Top of the Short Interest List – CCME

China MediaExpress Holdings, Inc. topped the most viewed list at #1 on the List of Short Interest over at Nasdaq.com (NDAQ). The day before, it ranked #1 on the Forbes China “Up-And-Comers” list of “China’s best small businesses.” It was the best of times, it was the worst of times.

China MediaExpress has already signed contracts with many prestigious global and Chinese domestic companies or their distributors such as Apple (AAPL), Sony (SNE), Toshiba (TOSYY), Adidas (ADDYY), Nike (NKE), Samsung, Phillips, Skyworth, Supor and others, to feature their most popular products on SWITOW and is expecting others to join the platform.

I just wanted to see if I could find any reason at all to sell.

My friend who runs the Trading China Website puts it best: The risk here in Chinese Microcaps is not that one or two China stocks get hit, but that some kind of scripted action, involving Barron’s and TheStreet.com, Greenberg and CNBC, a bunch of newly founded “research firms” and several bloggers like Tyler Durden, act in concert to successfully kill demand for China stocks. And with an expected drop in the general markets in the second half of January, our stocks might drop twice as hard and they all will celebrate their successful attacks, tell the world how right they were, and secretly lock in their profits. They will pose as saviors who bring justice to fraudulent Chinese communists, and save good, innocent American investors from falling into a “trap”. Every single case of fraud, and there will be more, makes their case stronger. It’s like a game, in an environment like this it just seems too easy to play, and they have jokers up their sleeves, like the announced SEC investigation.

What my friend doesn’t realize is that I know first hand that the news staff at TheStreet.com is not permitted to hold positions in stocks. I am not sure about the rest of them. That said, I’m not on the staff at TheStreet.com. I’m a guest contributor and receive no compensation. I do this for fun/free and wouldn’t consider it if I wasn’t allowed to own stocks… as owning stocks is probably my favorite thing in life right now.

As for CCME:

1. It’s a dividend stock.
2. It’s a growth stock.
3. It’s a value stock.
4. It’s a short squeeze.
5. It’s marginable.
6. It’s optionable.

I would point out the following (this is my opinion, and I could be wrong, always like to reserve the right to be 100% wrong, this is just my perception): It appears to me that Herb Greenberg reverse engineers his mental framework and incorrectly uses the scientific method. That is to say, he starts with the conclusion that all Chinese companies are fraudulent and then works backwards to develop negatively biased arguments against them, some of which he makes up or perpetuates from other sources that have made it up. Good logic does not start with the conclusion in mind that every Chinese company is a fraud and work back from there to come up with allegations. You must first start with the hypothesis that Chinese stocks are fraudulent and then seek to disprove it or you must start out with the hypothesis that Chinese stocks are real and try to disprove it. But, starting with what you perceive to be the conclusion and then working backwards to develop your argument to support that conclusion is the wrong way.

It’s also worth noting that Herb Greenberg’s pessimism is priced into the stocks. They come at a discount because nobody believes they are real, except the companies, the auditors, and who will likely become the next generation of “successful investors.”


Every line containing the word "Invoice" is to be copied from the data below.

Entries from a dataset of interfaces:

++++

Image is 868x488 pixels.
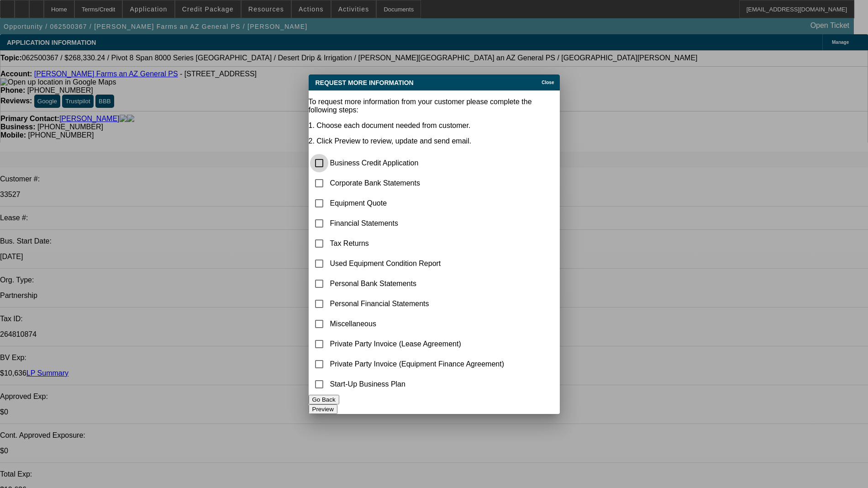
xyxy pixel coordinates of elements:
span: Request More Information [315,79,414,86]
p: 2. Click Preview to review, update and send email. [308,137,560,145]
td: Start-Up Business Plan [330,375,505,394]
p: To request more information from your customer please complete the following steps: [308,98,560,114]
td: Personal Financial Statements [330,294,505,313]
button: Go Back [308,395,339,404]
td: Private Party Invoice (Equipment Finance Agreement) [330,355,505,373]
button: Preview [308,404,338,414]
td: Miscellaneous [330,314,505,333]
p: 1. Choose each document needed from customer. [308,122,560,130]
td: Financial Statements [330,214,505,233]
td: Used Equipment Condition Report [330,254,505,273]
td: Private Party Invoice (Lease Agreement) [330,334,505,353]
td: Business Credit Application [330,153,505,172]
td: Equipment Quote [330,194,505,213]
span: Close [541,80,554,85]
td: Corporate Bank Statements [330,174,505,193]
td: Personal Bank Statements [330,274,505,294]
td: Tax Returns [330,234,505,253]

++++

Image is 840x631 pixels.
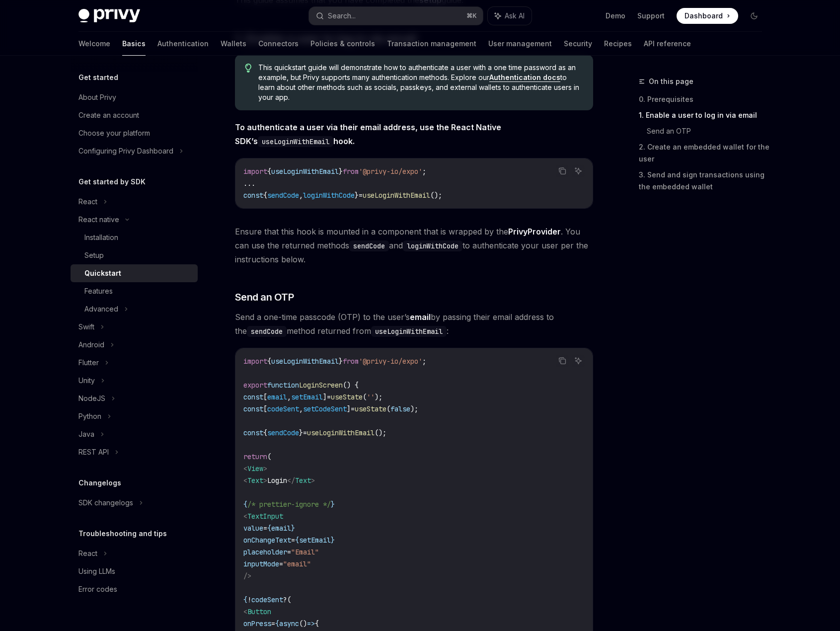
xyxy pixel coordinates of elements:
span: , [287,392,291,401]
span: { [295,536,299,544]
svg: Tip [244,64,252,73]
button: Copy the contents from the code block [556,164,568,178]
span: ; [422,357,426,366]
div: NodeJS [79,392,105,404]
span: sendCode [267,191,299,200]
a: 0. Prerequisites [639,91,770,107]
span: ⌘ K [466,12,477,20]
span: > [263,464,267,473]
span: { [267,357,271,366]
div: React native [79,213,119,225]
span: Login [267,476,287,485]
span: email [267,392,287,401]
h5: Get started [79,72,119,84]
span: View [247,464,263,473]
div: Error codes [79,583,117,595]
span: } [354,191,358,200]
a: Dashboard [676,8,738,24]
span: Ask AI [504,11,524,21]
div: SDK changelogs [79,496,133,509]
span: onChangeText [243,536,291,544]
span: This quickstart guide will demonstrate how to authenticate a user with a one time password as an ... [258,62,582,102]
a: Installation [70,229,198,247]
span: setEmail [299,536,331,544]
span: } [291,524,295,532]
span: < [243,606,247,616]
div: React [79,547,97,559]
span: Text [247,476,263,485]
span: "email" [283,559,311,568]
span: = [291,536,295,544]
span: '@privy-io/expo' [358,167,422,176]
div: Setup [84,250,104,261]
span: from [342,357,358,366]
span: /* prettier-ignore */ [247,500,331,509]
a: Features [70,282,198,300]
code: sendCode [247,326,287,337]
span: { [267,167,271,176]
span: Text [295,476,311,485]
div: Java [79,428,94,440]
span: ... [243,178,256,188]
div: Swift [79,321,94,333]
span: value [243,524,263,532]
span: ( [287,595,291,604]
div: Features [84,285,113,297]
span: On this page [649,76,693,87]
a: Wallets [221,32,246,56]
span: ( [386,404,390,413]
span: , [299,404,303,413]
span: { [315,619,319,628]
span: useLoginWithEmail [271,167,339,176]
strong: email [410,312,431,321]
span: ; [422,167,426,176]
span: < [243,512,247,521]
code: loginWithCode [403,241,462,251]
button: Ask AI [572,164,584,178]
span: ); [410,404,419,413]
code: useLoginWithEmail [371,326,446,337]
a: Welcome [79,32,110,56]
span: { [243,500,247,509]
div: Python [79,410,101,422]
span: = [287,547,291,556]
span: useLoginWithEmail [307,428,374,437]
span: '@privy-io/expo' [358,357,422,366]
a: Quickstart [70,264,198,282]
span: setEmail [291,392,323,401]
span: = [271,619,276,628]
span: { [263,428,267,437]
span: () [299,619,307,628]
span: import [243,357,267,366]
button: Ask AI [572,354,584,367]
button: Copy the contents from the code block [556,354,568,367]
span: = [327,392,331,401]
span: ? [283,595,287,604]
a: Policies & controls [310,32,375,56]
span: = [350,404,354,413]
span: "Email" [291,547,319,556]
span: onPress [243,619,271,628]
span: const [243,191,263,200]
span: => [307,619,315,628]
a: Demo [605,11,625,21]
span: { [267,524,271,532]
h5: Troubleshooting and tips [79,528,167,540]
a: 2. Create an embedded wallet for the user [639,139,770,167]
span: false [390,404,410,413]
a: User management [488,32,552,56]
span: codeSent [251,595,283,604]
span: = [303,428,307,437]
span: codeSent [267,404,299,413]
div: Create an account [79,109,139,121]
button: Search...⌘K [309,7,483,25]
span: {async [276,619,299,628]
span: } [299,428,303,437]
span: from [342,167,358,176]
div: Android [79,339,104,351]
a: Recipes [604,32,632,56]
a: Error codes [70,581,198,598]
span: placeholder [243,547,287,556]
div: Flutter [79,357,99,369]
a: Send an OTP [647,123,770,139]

++++

(Response area)
td: Private Party Invoice (Equipment Finance Agreement) [330,355,505,373]
td: Private Party Invoice (Lease Agreement) [330,334,505,353]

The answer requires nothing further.